I had not been teaching long when
I got a call from sister Barbara Lou in Memphis. She had been worried
about Mom, and took her to live with her for a while. She got worse,
and was now in the hospital there. I drove down. When I got there,
she was already in a semi-coma state. Something had gone wrong in the
back of her head. I realized, as I sat there beside her, that I had
never told her that I loved her. Now, I know that is hard to believe,
But open expressions of love were just not often said in our house
as I grew up. Or maybe that was just me. With a mother like God
blessed me with, I should have said it every day. And I knew it.
I started saying it over and over
to her, as if I could make up for all the times I didn't. She was
moved into intensive care, and one or two of us could visit every
three hours. I lived in the ICU waiting room for days.

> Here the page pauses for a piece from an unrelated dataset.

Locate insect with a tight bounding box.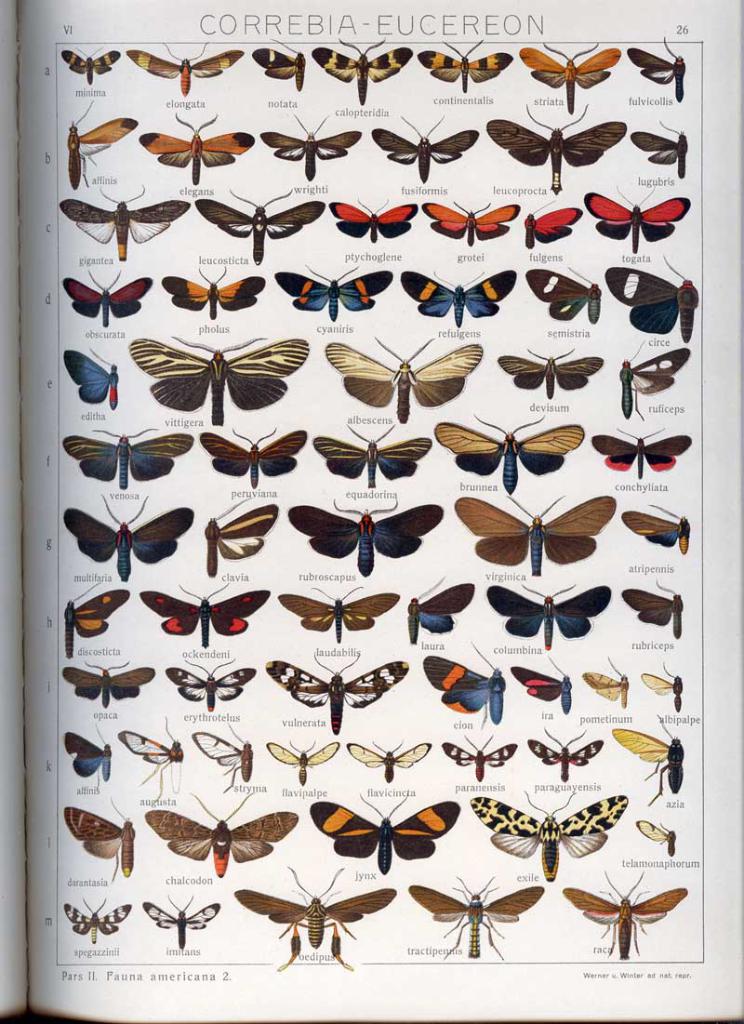
pyautogui.locateOnScreen(563, 871, 688, 962).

There was a shortage of recliners
there, and other chairs were not comfortable at all. One night I did
have one. About midnight, an elderly woman and her two daughters came
in. I gave my recliner to the elderly woman, and she was very
appreciative. I moved over and answered the phone the rest of the
night. The next day, I noticed as I came and went from visiting Mom,
that one or the other of the two daughters were always sitting in
that recliner, if the elderly woman was not. About 8:00 that night,
the daughter sitting in the chair called me over. “We have been
saving this chair for you all day. You gave my mother this chair last
night, when she was in very bad shape. You need to sleep tonight.”
My oldest brother Harry arrived
from California, and we took him in to see Mom. She had been in a
coma for days, and we never knew if she heard anything we said. When
I told her Harry was here, she stirred visibly. I now knew she had
heard me tell her I loved her all those times. But way too little,
far too late, for a sweet woman like her. She died shortly afterward.
I made a vow that there would never be a shortage of expressions of
love in our family, from that day forward. And I have kept that vow.
An Italian guy, Michael Via,
interviewed for the assistant principal's job the year I came there.
He came from a school in inner city Chicago, and had dealt with a
variety of shootings and stabbings while he was in administration
there. He was asked in the interview, “If the situation comes up
where corporal punishment is needed, could you do that?” Michael
looked at the interviewer with disbelief for a moment, then put his
hands around his own throat with a choking motion, and said, “You
mean like this?” He got the job.
Digital watches were first being
introduced about then, and a guy who taught math got one as a present
from his wife. He was a bit of a gadget geek, and that day in the
teacher's lounge he came around to each of us, proudly showing us all
it could do, punching every button. Then he sat down, and pressed all
the buttons the rest of the period for his own entertainment. He
laugh and giggled with his new gadget all period. Toward the end of
the period, he pressed a button, it just shut down, and never ran
again. He almost cried.
I continued working for Bleigh
Construction on Saturdays and holidays. Several other teachers did
too. On union jobs, I sometimes got 3 or 4 different wage scales in a
single day, one scale for tying rebar, another for using a hammer,
still a third and lesser rate for digging a ditch. But it rained a
lot that year, and I was most always up to my knees in mud. Once when
I griped a little about the mud, I think the foreman must have heard
me, because the next day I was up on the steel skeleton, five floors
up, reaching out over the edge holding a beam up while the welder
fastened it in place. When I got back to the mud, I never griped
about it again. On one union job, a disagreeable guy called me a scab
one day, and I didn't realize I was being insulted. In Arkansas, a
scab was just the top part of a sore.
I was well into my first year of
teaching at Hannibal junior high, and I began to realize, most of the
teachers I spent time with in the teacher's lounge every day were a
little stand offish toward me. Just didn't quite know what to make of
this Arkansas hillbilly in their midst. My buddy and I decided to try
to shake them up a little one day. I had already lost a good bit of
my hair, so I got a lady's wig, put it on, and strolled into the
lounge when it was full, as serious as I could be. To my
field of vision, they acted perfectly normal. But in my buddy's
vision,(he was trailing behind me,) they went wild! I pulled it off,
we all had a good laugh, and they warmed up to me.